Read the excerpt from "A Genetics of Justice” by Julia Alvarez.Periodically, Trujillo would demand a tribute, and they would acquiesce. A tax, a dummy vote, a portrait on the wall. To my father and other men in the country, the most humiliating of these tributes was the occasional parade in which women were made to march and turn their heads and acknowledge the great man as they passed the review stand.If you did not march, your cédula would not be stamped, and without a stamped identification card, you could do nothing; in particular, you could not obtain your passport to leave the country under the pretext of wanting to study heart surgery. This was the second escape—this time with his whole family—that my father was planning.The day came when my mother had to march.

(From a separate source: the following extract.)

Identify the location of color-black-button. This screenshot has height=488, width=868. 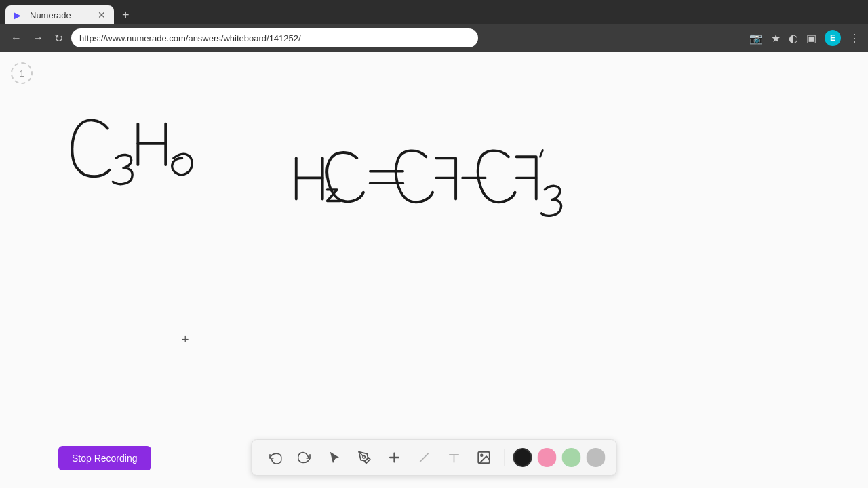
(523, 458).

Read the excerpt from "A Genetics of Justice” by Julia Alvarez.By the time my mother married my father, however, she knew all about the true nature of the dictatorship. Thousands had lost their lives in failed attempts to return the country to democracy. Family friends, whom she had assumed had dropped away of their own accord, turned out to have been disappeared. My father had been lucky. As a young man, he had narrowly escaped to Canada after the plot he had participated in as a student failed. This was to be the first of two escapes. That same year, 1937, El Generalísimo ordered the overnight slaughter of some eighteen thousand Haitians, who had come across the border to work on sugarcane plantations for slave wages.

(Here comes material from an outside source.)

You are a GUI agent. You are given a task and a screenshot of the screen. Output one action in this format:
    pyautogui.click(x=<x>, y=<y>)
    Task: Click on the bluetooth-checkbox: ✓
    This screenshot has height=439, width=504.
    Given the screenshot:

Read the excerpts from the beginning, middle, and end of "A Genetics of Justice” by Julia Alvarez.Passage A:Perhaps because I was spared, at ten, from the dictatorship my parents endured most of their lives, I often imagine what it must have been like for them growing up under the absolute rule of Generalísimo Rafael Leonidas Trujillo.Passage B:I knew very little about what was actually going on in the Dominican Republic. Whenever la situación on the island came up, my parents spoke in hushed voices.Passage C:Then I started to work on my second novel. My mother heard from one of my sisters that I was writing about the dictatorship. . . .. . . Days later, my mother called me up to tell me she had just finished the novel. "You put me back in those days. It was like I was reliving it all,” she said sobbing. "I don't care what happens to us! I'm so proud of you for writing this book.”

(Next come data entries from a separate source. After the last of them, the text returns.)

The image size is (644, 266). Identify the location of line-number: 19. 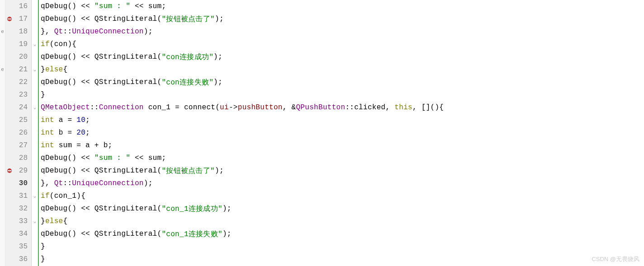
(18, 44). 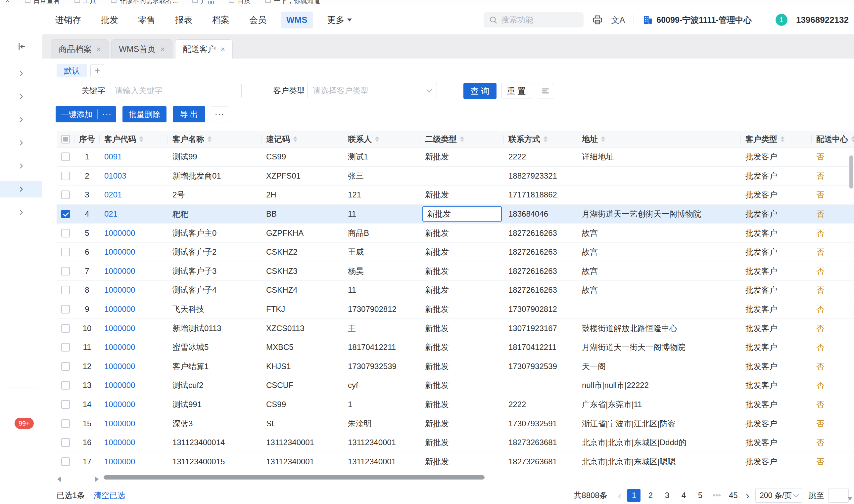 I want to click on page-button-1: 1, so click(x=634, y=495).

Read the excerpt from "A Genetics of Justice” by Julia Alvarez.Passage A:And so, long after we had left, my parents were still living in the dictatorship inside their own heads. Even on American soil, they were afraid of awful consequences if they spoke out or disagreed with authorities. The First Amendment right to free speech meant nothing to them. Silence about anything "political” was the rule in our house.Passage B:My mother, especially, lived in terror of the consequences of living as free citizens. In New York City, before Trujillo was killed, Dominican exiles gathered around the young revolutionary Juan Bosch planning an invasion of the Island. Every time my father attended these meetings, my mother would get hysterical. If the SIM found out about my father's activities, family members remaining behind were likely to be in danger. Even our own family in New York could suffer consequences.
Which details does the author include to support the central idea about how her mother felt about the dictator? Select three options.